OR Teaching Our Children How to Appreciate Nature Using the Peter Parker Principle. I was in earshot of hearing a neighbor’s young child ask his nanny if squirrels had teeth and could bite. He was watching a squirrel on a squirrel feeder in my yard. Shockingly, the nanny took out her phone and had to look up whether squirrels had teeth as she watched one eating a nut with its teeth!
This interaction is worrisome in so many ways beyond the nanny’s ignorance. She gets a pass because like so many people, she obviously has nature deficit disorder. The child’s real question was whether a squirrel was dangerous. He was processing the worry in a question form; if the squirrel had teeth he though it might be able to harm him. More upsetting was hearing the nanny with her newfound knowledge about squirrels tell the boy that yes, the squirrel had teeth so it could in fact bite him!
As a former preschool teacher and special needs school founder I had to practically bite my tongue off not to jump in and emphatically tell both that squirrels only eat seeds and nuts and are afraid of people, so there was no need to worry about one attacking or biting them! I wanted to tell the young child fun facts about squirrels and invite him to my yard to show him how captivating nature can be.
This impressionable young boy undoubtedly lives with one of the wealthy young families who have moved into our semi-urban neighborhood and were raised to save the rainforest and recycle plastic, but are environmental vandals in their own yards. Homes where homeowners once mowed the lawn every few weeks and trimmed the bushes a couple times a year are now being replaced by professional crews who intensely manicure chemically soaked monoculture lawns with non-native landscaping and drench everything in pesticides. My neighborhood is now filled with insect killing machines such as backpack mosquito sprayers and oversized Dyotrap bug lures designed to indiscriminately exterminate insects well beyond the small lifeless yards they're in. Wildlife removal services put down rodenticide, “humane” traps, or medieval looking contraptions to make sure nothing burrows under or makes holes in perfect lawns.
This child has sadly learned that anything living outside his home is dangerous unless he goes to “the country”, “the beach” or an exciting faraway place like Wyoming where his family might rent a cabin or condo and marvel at “nature”.
I watched a young neighborhood child gleefully stomp on a worm and tell his parents about it in upspeak to gauge their reaction. When they nonchalantly just mirrored his statement back to him (“you just stepped on a worm?”) as if he just announced that he stepped in a puddle, he learned it’s okay to destroy wildlife. It was such a missed opportunity to foster a connection and create interest in easily found animals such as earthworms.
When I watched this situation unfold, I had a flashback to a tender moment when my grown son was about the same age as this boy and he impulsively squished a ladybug then realized what he did and started sobbing in my arms in a fit of remorse. I comforted him without excusing the action. We took some time to mourn the ladybug, bury it and say some kind words. I was relieved he felt connected enough to our natural world to feel something when he first internalized the power he had over living things at such a young age. For a nature-loving parent, it was a memorable day.
I’m sure our son would have learned the same lesson from my husband who might have invoked the Peter Parker principle and quoted Spider Man’s Uncle Ben by telling him that “with great power comes great responsibility”. I fear that unless we make the connection for our children that nature is in our own backyard, we will again raise a generation of globally minded kids who will advocate to save far-off rainforests (which btw is not an unworthy goal) but will stomp on earthworms and be afraid of biting squirrels.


Report every line of the entries that contains the word "note".

+ + +

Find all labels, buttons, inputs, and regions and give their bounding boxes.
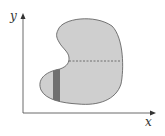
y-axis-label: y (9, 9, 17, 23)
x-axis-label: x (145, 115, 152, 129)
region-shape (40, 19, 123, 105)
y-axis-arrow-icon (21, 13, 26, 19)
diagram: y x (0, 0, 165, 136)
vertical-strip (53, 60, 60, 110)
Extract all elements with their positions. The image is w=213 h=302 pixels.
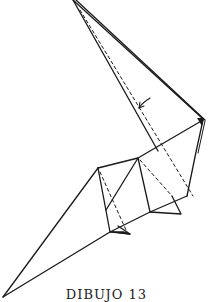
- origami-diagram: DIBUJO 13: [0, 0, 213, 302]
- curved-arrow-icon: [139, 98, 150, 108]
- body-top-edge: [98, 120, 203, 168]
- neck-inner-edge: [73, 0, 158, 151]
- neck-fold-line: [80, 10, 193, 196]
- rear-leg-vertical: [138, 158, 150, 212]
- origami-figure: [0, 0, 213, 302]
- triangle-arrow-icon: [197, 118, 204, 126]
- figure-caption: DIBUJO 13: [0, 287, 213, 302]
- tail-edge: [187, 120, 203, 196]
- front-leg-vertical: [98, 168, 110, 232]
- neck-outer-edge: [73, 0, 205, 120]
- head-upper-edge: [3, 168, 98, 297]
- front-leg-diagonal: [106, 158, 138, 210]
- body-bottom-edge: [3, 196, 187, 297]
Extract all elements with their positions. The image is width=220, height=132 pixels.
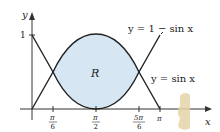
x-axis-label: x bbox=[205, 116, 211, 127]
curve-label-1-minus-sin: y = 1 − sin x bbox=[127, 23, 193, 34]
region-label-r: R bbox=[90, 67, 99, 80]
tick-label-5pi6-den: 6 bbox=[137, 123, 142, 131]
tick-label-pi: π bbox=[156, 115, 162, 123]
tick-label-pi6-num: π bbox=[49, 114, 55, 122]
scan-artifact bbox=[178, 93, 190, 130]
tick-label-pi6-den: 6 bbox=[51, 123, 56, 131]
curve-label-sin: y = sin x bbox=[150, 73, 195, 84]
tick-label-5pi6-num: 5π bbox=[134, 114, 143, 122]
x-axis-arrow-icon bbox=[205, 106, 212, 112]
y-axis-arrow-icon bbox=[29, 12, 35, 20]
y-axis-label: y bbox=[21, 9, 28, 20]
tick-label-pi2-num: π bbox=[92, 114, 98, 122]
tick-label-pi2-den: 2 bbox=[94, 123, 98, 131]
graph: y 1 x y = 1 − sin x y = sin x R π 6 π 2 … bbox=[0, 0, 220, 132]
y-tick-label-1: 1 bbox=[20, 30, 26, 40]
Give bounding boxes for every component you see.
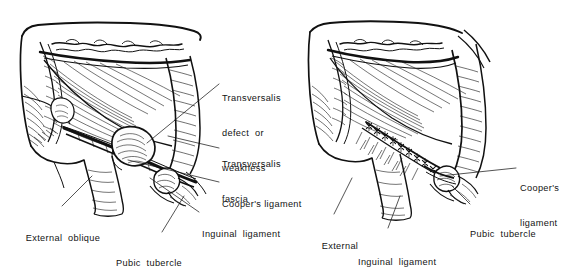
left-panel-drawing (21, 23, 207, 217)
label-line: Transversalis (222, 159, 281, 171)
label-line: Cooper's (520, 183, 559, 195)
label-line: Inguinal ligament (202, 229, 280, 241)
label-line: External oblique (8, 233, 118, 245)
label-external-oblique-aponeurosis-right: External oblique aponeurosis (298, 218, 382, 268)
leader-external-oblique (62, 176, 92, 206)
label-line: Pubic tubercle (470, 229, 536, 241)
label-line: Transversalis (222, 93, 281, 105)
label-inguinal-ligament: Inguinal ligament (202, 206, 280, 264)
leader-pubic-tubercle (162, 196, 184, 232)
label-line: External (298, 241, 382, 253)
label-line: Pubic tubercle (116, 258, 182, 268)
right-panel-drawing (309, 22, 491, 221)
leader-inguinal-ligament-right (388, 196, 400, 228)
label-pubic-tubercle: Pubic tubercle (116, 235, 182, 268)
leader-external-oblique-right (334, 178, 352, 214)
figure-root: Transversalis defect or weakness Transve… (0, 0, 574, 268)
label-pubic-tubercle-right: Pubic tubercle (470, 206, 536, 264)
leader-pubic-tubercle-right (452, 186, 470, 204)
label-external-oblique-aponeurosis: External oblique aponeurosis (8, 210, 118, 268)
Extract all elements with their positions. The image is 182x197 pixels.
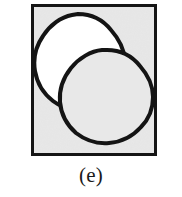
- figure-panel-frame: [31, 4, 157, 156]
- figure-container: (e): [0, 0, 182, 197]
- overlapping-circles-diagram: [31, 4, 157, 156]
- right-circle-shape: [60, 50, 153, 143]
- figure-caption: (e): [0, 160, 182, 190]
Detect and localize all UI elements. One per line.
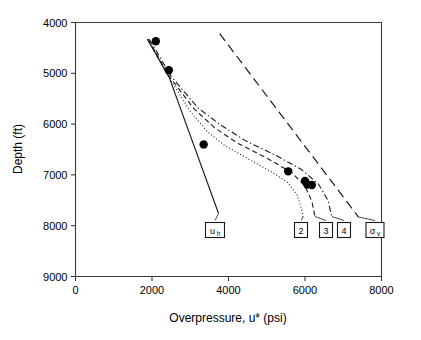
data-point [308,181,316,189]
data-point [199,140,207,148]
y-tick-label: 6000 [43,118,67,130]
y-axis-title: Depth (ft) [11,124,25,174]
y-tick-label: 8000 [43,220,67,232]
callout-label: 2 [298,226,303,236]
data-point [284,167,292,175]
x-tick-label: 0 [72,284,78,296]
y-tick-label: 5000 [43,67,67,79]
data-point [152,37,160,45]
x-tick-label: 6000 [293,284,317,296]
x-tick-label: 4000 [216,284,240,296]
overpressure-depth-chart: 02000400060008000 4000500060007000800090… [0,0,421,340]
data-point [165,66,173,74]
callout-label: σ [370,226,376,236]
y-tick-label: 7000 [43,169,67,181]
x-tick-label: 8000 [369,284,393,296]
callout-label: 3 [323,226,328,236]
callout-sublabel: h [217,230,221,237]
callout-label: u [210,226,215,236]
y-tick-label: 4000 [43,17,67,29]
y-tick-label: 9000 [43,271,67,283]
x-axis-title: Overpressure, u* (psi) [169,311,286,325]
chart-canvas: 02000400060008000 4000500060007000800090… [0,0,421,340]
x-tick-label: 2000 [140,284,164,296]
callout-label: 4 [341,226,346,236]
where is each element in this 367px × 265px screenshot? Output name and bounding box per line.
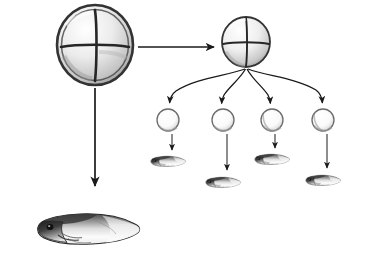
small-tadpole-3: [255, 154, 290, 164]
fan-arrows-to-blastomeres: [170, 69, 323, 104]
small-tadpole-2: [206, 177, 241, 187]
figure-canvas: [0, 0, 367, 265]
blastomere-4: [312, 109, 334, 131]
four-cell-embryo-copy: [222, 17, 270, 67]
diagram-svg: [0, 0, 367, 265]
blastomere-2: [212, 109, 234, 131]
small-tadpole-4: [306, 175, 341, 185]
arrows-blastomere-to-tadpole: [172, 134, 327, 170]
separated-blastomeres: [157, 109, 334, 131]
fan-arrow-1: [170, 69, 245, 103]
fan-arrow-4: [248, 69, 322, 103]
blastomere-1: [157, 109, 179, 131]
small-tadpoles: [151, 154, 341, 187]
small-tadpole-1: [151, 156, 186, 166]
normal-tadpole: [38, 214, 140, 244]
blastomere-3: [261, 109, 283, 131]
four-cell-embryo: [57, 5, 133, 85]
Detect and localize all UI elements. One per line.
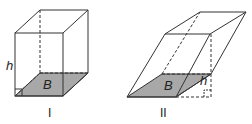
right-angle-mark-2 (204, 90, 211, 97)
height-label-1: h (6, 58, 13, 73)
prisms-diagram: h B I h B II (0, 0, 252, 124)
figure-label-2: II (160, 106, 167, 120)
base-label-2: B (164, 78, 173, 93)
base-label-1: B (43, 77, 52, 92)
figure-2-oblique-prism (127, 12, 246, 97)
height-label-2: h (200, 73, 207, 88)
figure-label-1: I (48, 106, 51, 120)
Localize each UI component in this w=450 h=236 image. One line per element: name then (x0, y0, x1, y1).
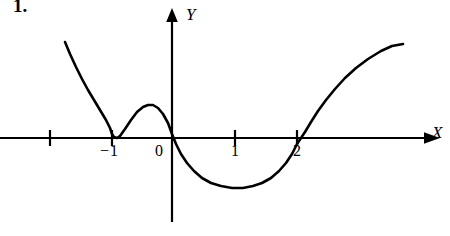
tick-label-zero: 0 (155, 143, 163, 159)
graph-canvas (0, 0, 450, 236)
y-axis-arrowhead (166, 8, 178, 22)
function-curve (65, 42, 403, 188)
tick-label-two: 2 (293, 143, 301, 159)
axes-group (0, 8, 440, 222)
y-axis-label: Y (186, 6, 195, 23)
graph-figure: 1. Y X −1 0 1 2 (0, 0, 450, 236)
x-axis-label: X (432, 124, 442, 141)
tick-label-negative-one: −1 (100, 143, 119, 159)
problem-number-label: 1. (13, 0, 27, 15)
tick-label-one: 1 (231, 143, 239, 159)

+ + +

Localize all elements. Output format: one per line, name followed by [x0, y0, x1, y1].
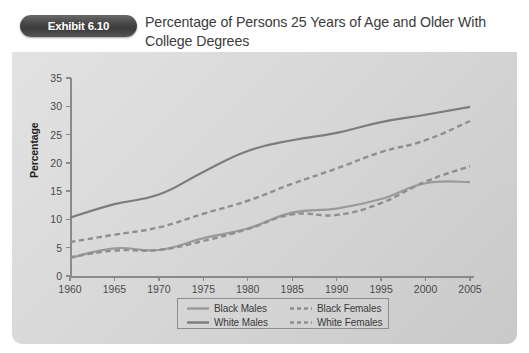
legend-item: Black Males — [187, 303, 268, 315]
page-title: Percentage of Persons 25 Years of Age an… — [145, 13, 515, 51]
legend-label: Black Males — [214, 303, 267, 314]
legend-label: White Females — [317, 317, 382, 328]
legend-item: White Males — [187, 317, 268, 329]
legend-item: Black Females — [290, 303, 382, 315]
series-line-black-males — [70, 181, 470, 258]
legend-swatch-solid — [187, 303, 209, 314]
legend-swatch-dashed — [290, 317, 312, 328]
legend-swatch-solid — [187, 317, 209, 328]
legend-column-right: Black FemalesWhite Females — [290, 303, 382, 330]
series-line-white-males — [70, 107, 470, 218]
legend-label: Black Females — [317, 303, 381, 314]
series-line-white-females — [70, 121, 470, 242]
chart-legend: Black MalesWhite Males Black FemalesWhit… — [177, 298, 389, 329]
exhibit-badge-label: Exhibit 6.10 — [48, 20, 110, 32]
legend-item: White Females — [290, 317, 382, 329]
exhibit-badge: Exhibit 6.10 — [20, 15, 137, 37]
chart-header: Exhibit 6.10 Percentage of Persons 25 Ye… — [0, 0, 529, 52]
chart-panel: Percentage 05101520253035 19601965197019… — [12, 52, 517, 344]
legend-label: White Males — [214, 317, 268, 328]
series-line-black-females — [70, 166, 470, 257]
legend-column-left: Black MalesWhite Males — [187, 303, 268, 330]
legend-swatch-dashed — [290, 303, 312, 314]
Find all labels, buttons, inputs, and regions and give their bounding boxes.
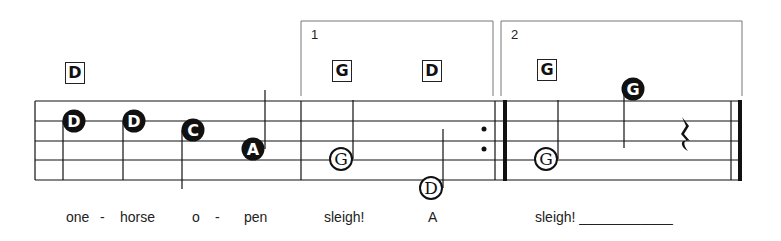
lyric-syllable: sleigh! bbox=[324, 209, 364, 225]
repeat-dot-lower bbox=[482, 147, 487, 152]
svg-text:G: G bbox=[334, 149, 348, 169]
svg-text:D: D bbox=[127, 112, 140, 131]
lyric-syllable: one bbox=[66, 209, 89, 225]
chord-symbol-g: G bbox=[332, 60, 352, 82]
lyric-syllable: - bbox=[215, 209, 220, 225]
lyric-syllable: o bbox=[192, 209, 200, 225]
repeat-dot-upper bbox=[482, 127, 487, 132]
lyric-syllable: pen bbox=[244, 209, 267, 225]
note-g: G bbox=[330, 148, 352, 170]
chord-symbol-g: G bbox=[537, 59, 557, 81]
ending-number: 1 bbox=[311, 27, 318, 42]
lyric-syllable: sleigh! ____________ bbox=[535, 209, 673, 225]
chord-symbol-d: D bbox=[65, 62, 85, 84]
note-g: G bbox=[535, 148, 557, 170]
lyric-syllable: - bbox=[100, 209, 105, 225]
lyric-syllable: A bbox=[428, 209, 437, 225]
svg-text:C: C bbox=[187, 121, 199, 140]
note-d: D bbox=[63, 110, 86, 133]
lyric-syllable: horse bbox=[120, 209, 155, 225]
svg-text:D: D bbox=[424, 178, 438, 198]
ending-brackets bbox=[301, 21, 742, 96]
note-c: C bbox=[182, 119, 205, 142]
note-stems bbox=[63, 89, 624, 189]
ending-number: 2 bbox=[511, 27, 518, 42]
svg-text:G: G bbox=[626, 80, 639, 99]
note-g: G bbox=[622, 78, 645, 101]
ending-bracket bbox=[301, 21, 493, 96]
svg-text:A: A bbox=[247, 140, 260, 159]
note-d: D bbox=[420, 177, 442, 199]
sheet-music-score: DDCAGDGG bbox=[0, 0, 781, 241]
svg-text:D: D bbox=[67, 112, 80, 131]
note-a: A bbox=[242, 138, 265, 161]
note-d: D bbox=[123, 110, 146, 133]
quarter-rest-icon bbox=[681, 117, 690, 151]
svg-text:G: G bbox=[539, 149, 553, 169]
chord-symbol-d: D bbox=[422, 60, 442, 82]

+ + +

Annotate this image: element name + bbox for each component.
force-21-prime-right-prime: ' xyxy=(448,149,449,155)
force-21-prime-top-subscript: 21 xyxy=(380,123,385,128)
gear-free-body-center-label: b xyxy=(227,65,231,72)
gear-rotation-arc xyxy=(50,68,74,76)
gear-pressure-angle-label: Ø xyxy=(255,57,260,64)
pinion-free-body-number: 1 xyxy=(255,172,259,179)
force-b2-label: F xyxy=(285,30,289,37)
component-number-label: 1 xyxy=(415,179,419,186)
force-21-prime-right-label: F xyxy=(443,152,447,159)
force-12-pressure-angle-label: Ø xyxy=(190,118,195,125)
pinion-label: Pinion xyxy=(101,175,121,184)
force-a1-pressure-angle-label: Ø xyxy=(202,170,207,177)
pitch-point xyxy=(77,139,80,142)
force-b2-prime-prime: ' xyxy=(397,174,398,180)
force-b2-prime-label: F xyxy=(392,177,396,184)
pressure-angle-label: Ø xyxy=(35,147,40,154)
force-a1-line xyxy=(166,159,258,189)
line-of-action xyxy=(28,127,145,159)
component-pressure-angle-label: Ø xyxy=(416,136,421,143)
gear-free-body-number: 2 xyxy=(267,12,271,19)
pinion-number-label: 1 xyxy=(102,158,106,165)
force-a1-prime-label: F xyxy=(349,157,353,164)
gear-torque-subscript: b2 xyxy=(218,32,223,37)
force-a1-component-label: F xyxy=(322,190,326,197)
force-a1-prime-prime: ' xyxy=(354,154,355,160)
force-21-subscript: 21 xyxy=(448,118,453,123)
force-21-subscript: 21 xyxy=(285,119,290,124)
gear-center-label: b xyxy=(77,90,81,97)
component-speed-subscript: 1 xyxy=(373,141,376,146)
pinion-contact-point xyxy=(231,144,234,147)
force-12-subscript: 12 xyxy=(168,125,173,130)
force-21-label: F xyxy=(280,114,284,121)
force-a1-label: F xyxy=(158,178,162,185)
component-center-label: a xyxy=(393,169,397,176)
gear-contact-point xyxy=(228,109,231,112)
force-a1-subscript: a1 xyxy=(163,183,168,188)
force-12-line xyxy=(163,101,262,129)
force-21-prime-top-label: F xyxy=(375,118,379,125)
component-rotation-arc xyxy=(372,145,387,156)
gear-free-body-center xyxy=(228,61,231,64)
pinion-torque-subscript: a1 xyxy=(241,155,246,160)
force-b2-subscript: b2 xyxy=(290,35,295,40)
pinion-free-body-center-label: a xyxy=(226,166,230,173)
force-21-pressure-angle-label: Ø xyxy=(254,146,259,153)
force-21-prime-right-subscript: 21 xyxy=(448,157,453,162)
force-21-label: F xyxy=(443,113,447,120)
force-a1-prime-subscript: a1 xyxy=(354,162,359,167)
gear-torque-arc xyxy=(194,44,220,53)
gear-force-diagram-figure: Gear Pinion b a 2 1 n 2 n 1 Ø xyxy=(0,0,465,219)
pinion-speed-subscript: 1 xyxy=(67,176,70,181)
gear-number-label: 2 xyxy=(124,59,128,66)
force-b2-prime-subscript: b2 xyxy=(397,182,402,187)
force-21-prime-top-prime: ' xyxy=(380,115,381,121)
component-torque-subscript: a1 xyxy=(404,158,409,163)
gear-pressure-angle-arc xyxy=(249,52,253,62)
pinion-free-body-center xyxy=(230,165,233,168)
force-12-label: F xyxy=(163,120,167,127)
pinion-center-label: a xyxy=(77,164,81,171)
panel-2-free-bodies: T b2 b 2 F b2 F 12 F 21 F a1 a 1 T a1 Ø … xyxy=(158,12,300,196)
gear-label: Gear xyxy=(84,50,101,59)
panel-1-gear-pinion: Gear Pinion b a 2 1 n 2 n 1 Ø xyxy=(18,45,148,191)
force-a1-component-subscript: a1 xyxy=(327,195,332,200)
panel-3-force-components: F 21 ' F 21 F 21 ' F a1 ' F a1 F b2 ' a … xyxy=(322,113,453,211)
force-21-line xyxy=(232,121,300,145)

+ + +

**WRITTEN ANSWER**.
note-g: G bbox=[330, 148, 352, 170]
note-g: G bbox=[535, 148, 557, 170]
note-d: D bbox=[63, 110, 86, 133]
note-c: C bbox=[182, 119, 205, 142]
note-stems bbox=[63, 89, 624, 189]
note-g: G bbox=[622, 78, 645, 101]
note-d: D bbox=[420, 177, 442, 199]
note-a: A bbox=[242, 138, 265, 161]
note-d: D bbox=[123, 110, 146, 133]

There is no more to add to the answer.